The shape is "spike," and the data bears it out. After National Car Rental, the top 10 shifts almost entirely away from Car Rental. Tommy Bahama (0.84), Hilton Grand Vacations (0.84), Gucci (0.82), Autograph Collection Hotels (0.82), Boutique & Specialized Lodging (0.80), Four Seasons Hotels and Resorts (0.80), Saint Laurent (0.80), Curio Collection (0.79), and Ralph Lauren (0.79) round out the set. By subcategory, the top 10 breaks down as: one Car Rental, three Luxury Hotels or Mid-range Hotels entries, one General Apparel (Tommy Bahama), two more General Apparel (Gucci, Ralph Lauren), one Womens Apparel (Saint Laurent), and one Boutique and Specialized Lodging. No other Car Rental brand appears in the top 10 besides National.
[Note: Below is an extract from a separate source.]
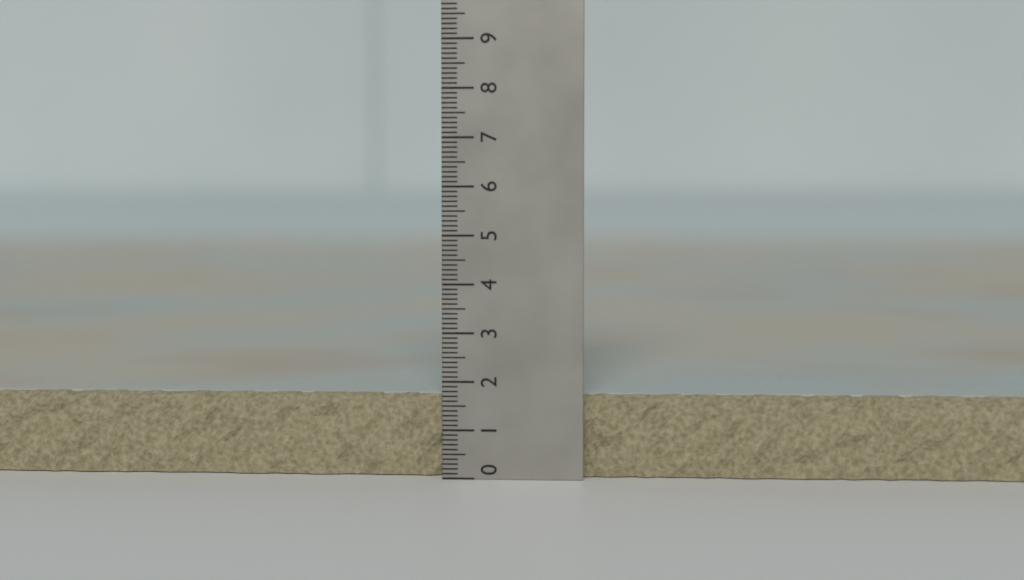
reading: 1.7 (no unit)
The dominant cross-kind pattern is hospitality and upscale apparel — a cluster that signals an audience oriented around travel and leisure spending.
The concentration at the top and the luxury-travel character of the remaining neighbors together suggest Alamo's audience is shaped less by car rental as a category and more by the broader travel-and-lifestyle context in which rental decisions get made.